How do we know that medical education is producing physicians who deliver high quality care? Since 2005 and with funding from the Health Resources and Service Administration (HRSA), we have actively sought to answer this question. To begin the process, we established the Primary Care Research on Medical Education Outcomes (PC ROMEO), our Academic Administrative Unit, a collaboration between the Division of General Internal Medicine and the Department of Pediatrics, and began the difficult conceptual work needed to link medical education directly to patient outcomes, a critical investment in the future of medical education.

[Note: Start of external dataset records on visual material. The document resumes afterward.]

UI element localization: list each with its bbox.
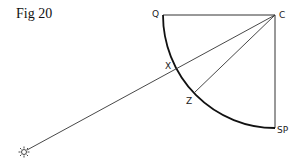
- line-sun-c: [27, 15, 275, 150]
- arc-q-sp: [163, 15, 275, 128]
- label-q: Q: [152, 9, 159, 19]
- label-sp: SP: [277, 125, 289, 135]
- line-c-z: [194, 15, 275, 93]
- label-z: Z: [186, 96, 192, 106]
- sun-icon: [19, 147, 30, 158]
- label-c: C: [279, 10, 285, 20]
- diagram: Q C X Z SP: [0, 0, 303, 166]
- label-x: X: [165, 61, 171, 71]
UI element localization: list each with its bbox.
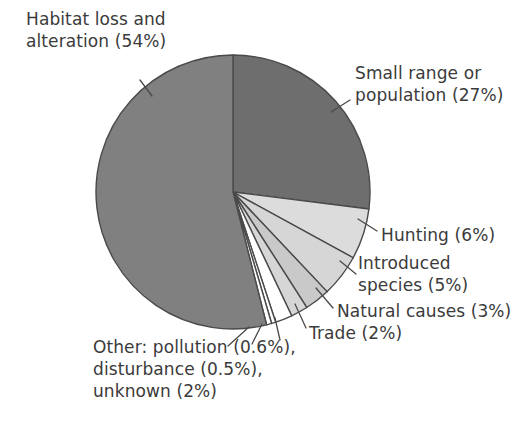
- slice-label-trade: Trade (2%): [309, 322, 402, 344]
- slice-label-hunting: Hunting (6%): [381, 224, 495, 246]
- slice-label-introduced-species: Introduced species (5%): [358, 252, 468, 296]
- slice-label-habitat-loss: Habitat loss and alteration (54%): [26, 8, 166, 52]
- pie-slices-group: [96, 55, 370, 329]
- pie-chart-figure: Habitat loss and alteration (54%) Small …: [0, 0, 524, 430]
- slice-label-natural-causes: Natural causes (3%): [337, 300, 511, 322]
- pie-slice-small-range-or-population: [233, 55, 370, 209]
- slice-label-small-range: Small range or population (27%): [355, 62, 504, 106]
- slice-label-other: Other: pollution (0.6%), disturbance (0.…: [93, 336, 296, 402]
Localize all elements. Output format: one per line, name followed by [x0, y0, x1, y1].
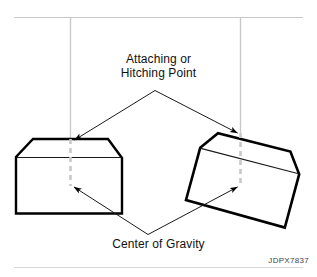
attaching-point-label-line1: Attaching or	[0, 52, 317, 66]
figure-container: Attaching or Hitching Point Center of Gr…	[0, 0, 317, 277]
attaching-point-label-line2: Hitching Point	[0, 66, 317, 80]
attaching-point-label: Attaching or Hitching Point	[0, 52, 317, 80]
diagram-canvas	[0, 0, 317, 277]
center-of-gravity-label: Center of Gravity	[0, 237, 317, 251]
level-crate-outline	[16, 139, 122, 214]
figure-code: JDPX7837	[268, 256, 309, 265]
level-crate	[16, 139, 122, 214]
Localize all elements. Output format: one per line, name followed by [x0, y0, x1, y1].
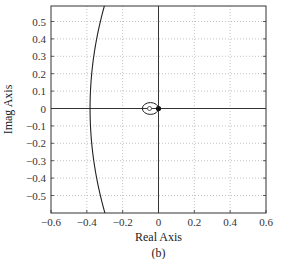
x-tick-label: 0.6: [259, 216, 273, 228]
y-tick-label: 0: [41, 103, 47, 115]
y-tick-label: −0.2: [26, 137, 46, 149]
x-tick-label: −0.6: [41, 216, 61, 228]
y-tick-label: −0.4: [26, 172, 46, 184]
y-tick-label: 0.3: [32, 50, 46, 62]
x-tick-label: −0.4: [77, 216, 97, 228]
open-circle-marker: [148, 107, 152, 111]
y-tick-label: 0.5: [32, 16, 46, 28]
figure-caption: (b): [152, 246, 166, 259]
x-tick-label: 0.2: [187, 216, 201, 228]
x-axis-label: Real Axis: [135, 230, 182, 244]
nyquist-plot: −0.6−0.4−0.200.20.40.60.50.40.30.20.10−0…: [0, 0, 283, 259]
x-tick-label: 0.4: [223, 216, 237, 228]
y-tick-label: 0.4: [32, 33, 46, 45]
y-tick-label: 0.2: [32, 68, 46, 80]
x-tick-label: −0.2: [113, 216, 133, 228]
y-tick-label: −0.5: [26, 190, 46, 202]
y-axis-label: Imag Axis: [1, 84, 15, 134]
y-tick-label: 0.1: [32, 85, 46, 97]
x-tick-label: 0: [156, 216, 162, 228]
y-tick-label: −0.1: [26, 120, 46, 132]
y-tick-label: −0.3: [26, 155, 46, 167]
filled-dot-marker: [156, 106, 161, 111]
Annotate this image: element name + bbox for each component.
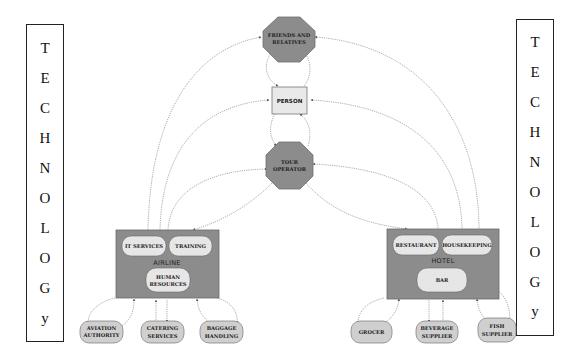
node-grocer[interactable]: GROCER	[351, 321, 392, 343]
edge-operator-to-hotel	[306, 183, 407, 229]
edge-airline-to-person	[160, 100, 269, 230]
unit-label: TRAINING	[175, 243, 207, 249]
unit-label: IT SERVICES	[125, 243, 163, 249]
supplier-label: AVIATION	[86, 325, 117, 331]
edge-hotel-to-friends	[315, 37, 479, 228]
edge-hotel-to-person	[311, 100, 462, 228]
node-label: OPERATOR	[273, 166, 307, 172]
unit-label: BAR	[436, 277, 449, 283]
node-beverage-supplier[interactable]: BEVERAGE SUPPLIER	[416, 321, 458, 343]
group-hotel[interactable]: RESTAURANT HOUSEKEEPING HOTEL BAR	[387, 229, 499, 299]
node-label: TOUR	[281, 159, 299, 165]
supplier-label: HANDLING	[205, 333, 239, 339]
edge-hotel-to-grocer	[358, 298, 384, 323]
group-label: AIRLINE	[153, 259, 181, 267]
group-label: HOTEL	[431, 257, 454, 265]
edge-operator-to-person	[300, 114, 310, 146]
node-catering-services[interactable]: CATERING SERVICES	[141, 321, 184, 343]
supplier-label: CATERING	[147, 325, 179, 331]
node-fish-supplier[interactable]: FISH SUPPLIER	[478, 318, 516, 342]
supplier-label: AUTHORITY	[82, 332, 119, 338]
supplier-label: SUPPLIER	[422, 333, 453, 339]
unit-human-resources[interactable]	[146, 268, 190, 292]
group-airline[interactable]: IT SERVICES TRAINING AIRLINE HUMAN RESOU…	[116, 230, 219, 298]
unit-label: HUMAN	[156, 274, 180, 280]
edge-operator-to-airline	[193, 183, 272, 230]
node-friends-and-relatives[interactable]: FRIENDS AND RELATIVES	[263, 17, 315, 62]
supplier-label: FISH	[490, 323, 505, 329]
node-aviation-authority[interactable]: AVIATION AUTHORITY	[80, 321, 123, 343]
supplier-label: GROCER	[359, 329, 385, 335]
edge-airline-to-baggage	[217, 298, 237, 323]
edge-airline-to-friends	[148, 37, 261, 230]
edge-airline-to-aviation	[88, 298, 115, 323]
supplier-label: BAGGAGE	[207, 325, 237, 331]
node-person[interactable]: PERSON	[272, 87, 307, 114]
network-diagram: FRIENDS AND RELATIVES PERSON TOUR OPERAT…	[0, 0, 578, 359]
node-baggage-handling[interactable]: BAGGAGE HANDLING	[200, 321, 243, 343]
supplier-label: BEVERAGE	[420, 325, 453, 331]
node-label: PERSON	[277, 98, 303, 104]
node-label: RELATIVES	[272, 39, 306, 45]
unit-label: RESOURCES	[149, 281, 186, 287]
unit-label: RESTAURANT	[395, 242, 436, 248]
supplier-label: SUPPLIER	[482, 331, 513, 337]
supplier-pill	[478, 318, 516, 342]
node-label: FRIENDS AND	[268, 32, 311, 38]
node-tour-operator[interactable]: TOUR OPERATOR	[266, 142, 313, 189]
unit-label: HOUSEKEEPING	[442, 242, 492, 248]
edge-hotel-to-operator	[313, 164, 438, 228]
supplier-label: SERVICES	[147, 333, 177, 339]
edge-person-to-operator	[271, 114, 276, 146]
edge-aviation-to-airline	[120, 299, 134, 327]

Our premise is that access to high quality primary care for underserved communities, like those we serve, is sensitive to the quality of education received by residents, fellows, and practicing physicians. HRSA funding has supported our development of a longitudinal Database for Research in Education in Academic Medicine (DREAM), which will collect the multitude of assessment and performance data from residents, fellows and practicing physicians integrating that information across the continuum of their lifelong learning.
The new HRSA funding (2008-2011) facilitates: expansion of the faculty of the Research on Medical Education and Outcomes Unit to support medical education research; full implementation and rigorous evaluation of core PC GME curricula piloted in 2005-2008 (1. Professionalism Curriculum: Framing Patient Activism and Effectiveness within Clinical Microsystems; 2. Alcohol and Substance Abuse; 3. Obesity and Prevention Treatment); and definition of reliable and valid educationally sensitive patient outcome measures and practical and clinically meaningful ways of measuring these outcomes.
Marc Gourevitch, MD, MPH is the principal investigator for this program with Adina Kalet, MD, MPH as program director. Core faculty and staff include: Benard Dreyer, MD and Steve Paik, MD (Pediatrics); Marc Triola, MD and William Holloway (Division of Educational Informatics); Colleen Gillespie, PhD and Tavinder Ark, MS (Research); Carol Bernstein (Dean, GME); Sondra Zabar, MD, Kathleen Hanley, MD;
Mack Lipkin, MD; Mark Schwartz, MD; Melanie Jay, MD, Andrea Truncali, MD;
Joshua Lee, MD, Julia Hyland-Bruno (General Internal Medicine).